How to use yjs in Node.js with TypeScript

Environment

node.js v16.16.0
TypeScript v4.7.4
yjs v13.5.41

Issue

yjs is imported fine in the React+TypeScript project but not so in the Node.js+TypeScript project

TypeScript compiler would give an error: Module 'yjs' cannot be imported using this construct. The specifier only resolves to an ES module, which cannot be imported synchronously. Use dynamic import instead.

Reproduce

My tsconfig.json:

{
  "ts-node": {
    "files": true
  },
  "compilerOptions": {
    "target": "ES2018",
    "module": "CommonJS",
    "moduleResolution": "NodeNext",
    "types": ["node", "mocha"],
    "lib": ["ESNext"],
    "importHelpers": true,
    "esModuleInterop": true,
    "sourceMap": true,
    "stripInternal": true,
    "skipLibCheck": true,
    "strict": true,
    "strictFunctionTypes": false,
    "noImplicitReturns": true,
    "noImplicitOverride": true,
    "noFallthroughCasesInSwitch": true,
    "useDefineForClassFields": true,
    "experimentalDecorators": true,

    "newLine": "LF",
    "composite": true,
    "rootDir": "./src",
    "outDir": "./dist"
  },
  "include": ["./src"],
  "exclude": ["./test"]
}

Hi @dizy ,

Since you specified "module": "CommonJS", you probably want to do const Y = require('yjs') instead.

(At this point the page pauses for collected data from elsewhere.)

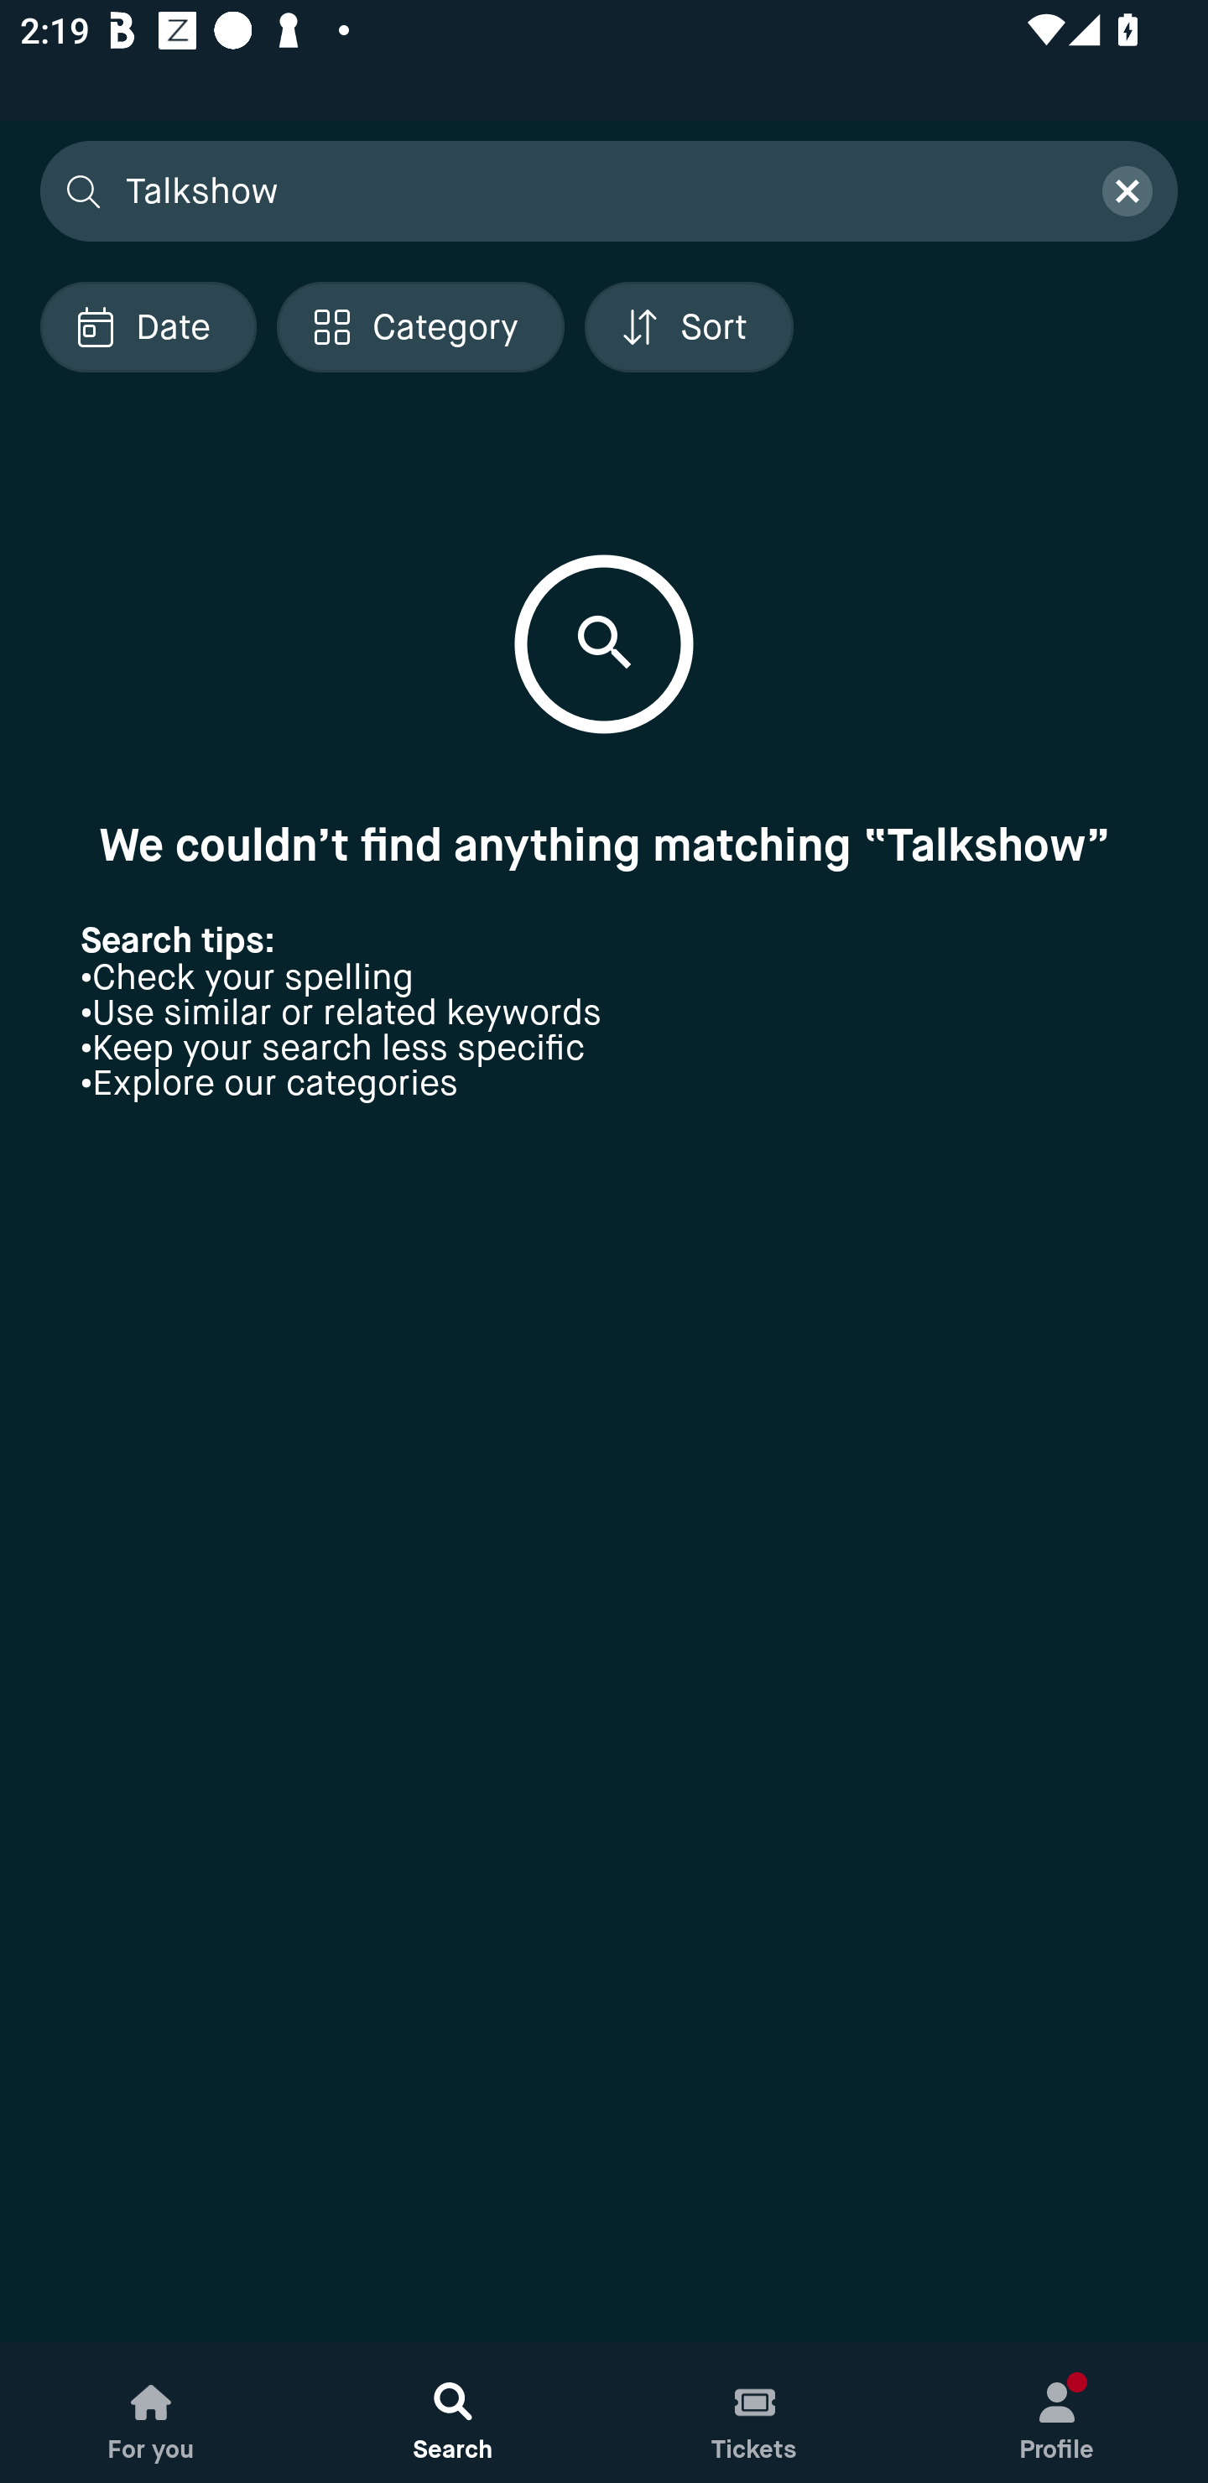 Image resolution: width=1208 pixels, height=2483 pixels. Describe the element at coordinates (151, 2413) in the screenshot. I see `For you` at that location.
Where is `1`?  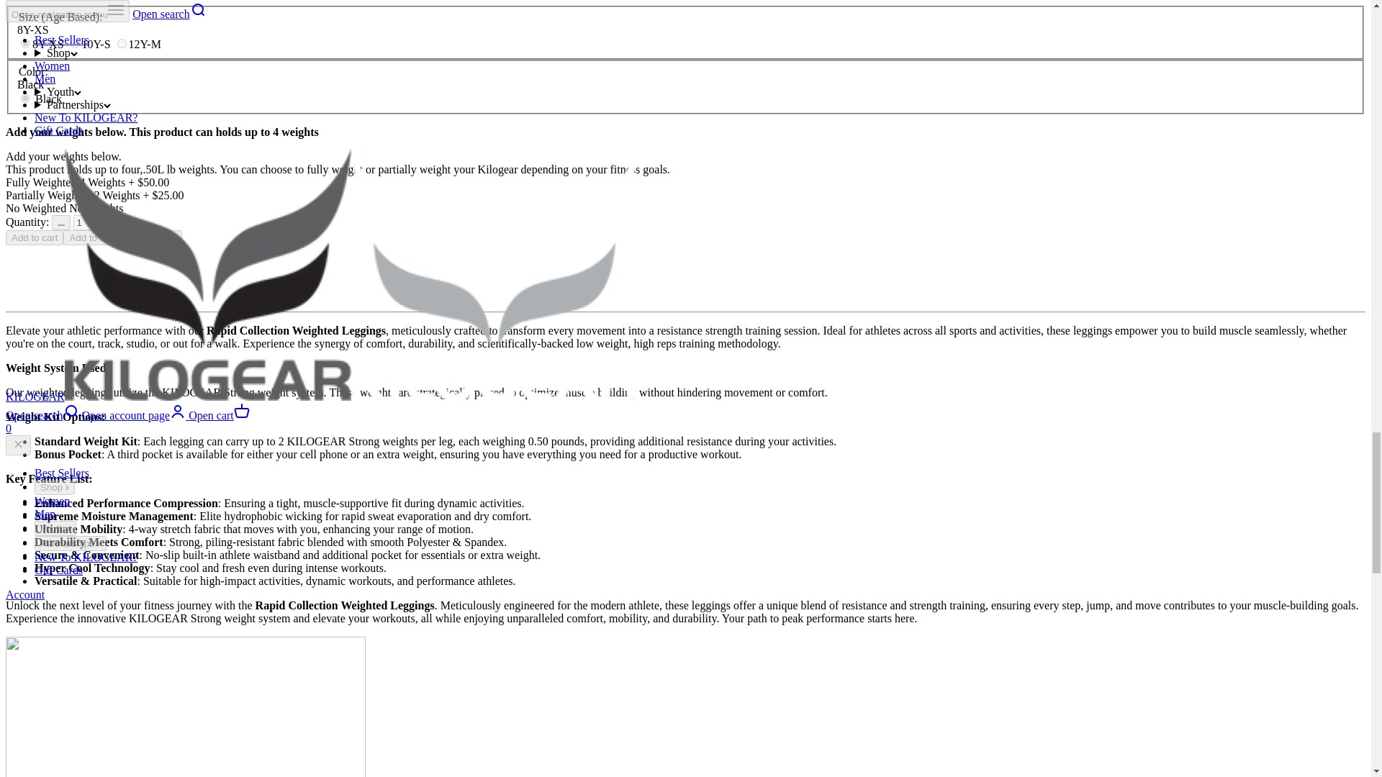 1 is located at coordinates (85, 222).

I don’t advertise the use of commonjs anymore. If you still want to use commonjs, you can (Yjs provides a commonjs bundle), however, you need to adapt all code examples from import to require.

Thank you for replying. May I please ask instead of "module": "CommonJS", what kind of module would you recommend we generate for Node.js applications? I’ve tried changing it to both “ESNext” and “NodeNext”. Unfortunately neither worked.

Also, doing require in TypeScript will make const Y have any type, which isn’t quite ideal. :sob:
If only yjs has a typescript node.js example repo.

@dizy I recommend using a different template for tsconfig. There is something wrong with yours. This one works perfectly. I’ve also seen others that consume yjs without problems (e.g. jupyterlab/jupyterlab).

If you transpile your code before execution, then you should definitely use ESM and transpile to CJS if needed. Otherwise: if you start fresh give ESM a try. It’s sometimes harder to migrate existing projects.

Thank you again!

Removing the line "module": "CommonJS", in tsconfig.json resolves the problem, even though I don’t completely understand what removing it does.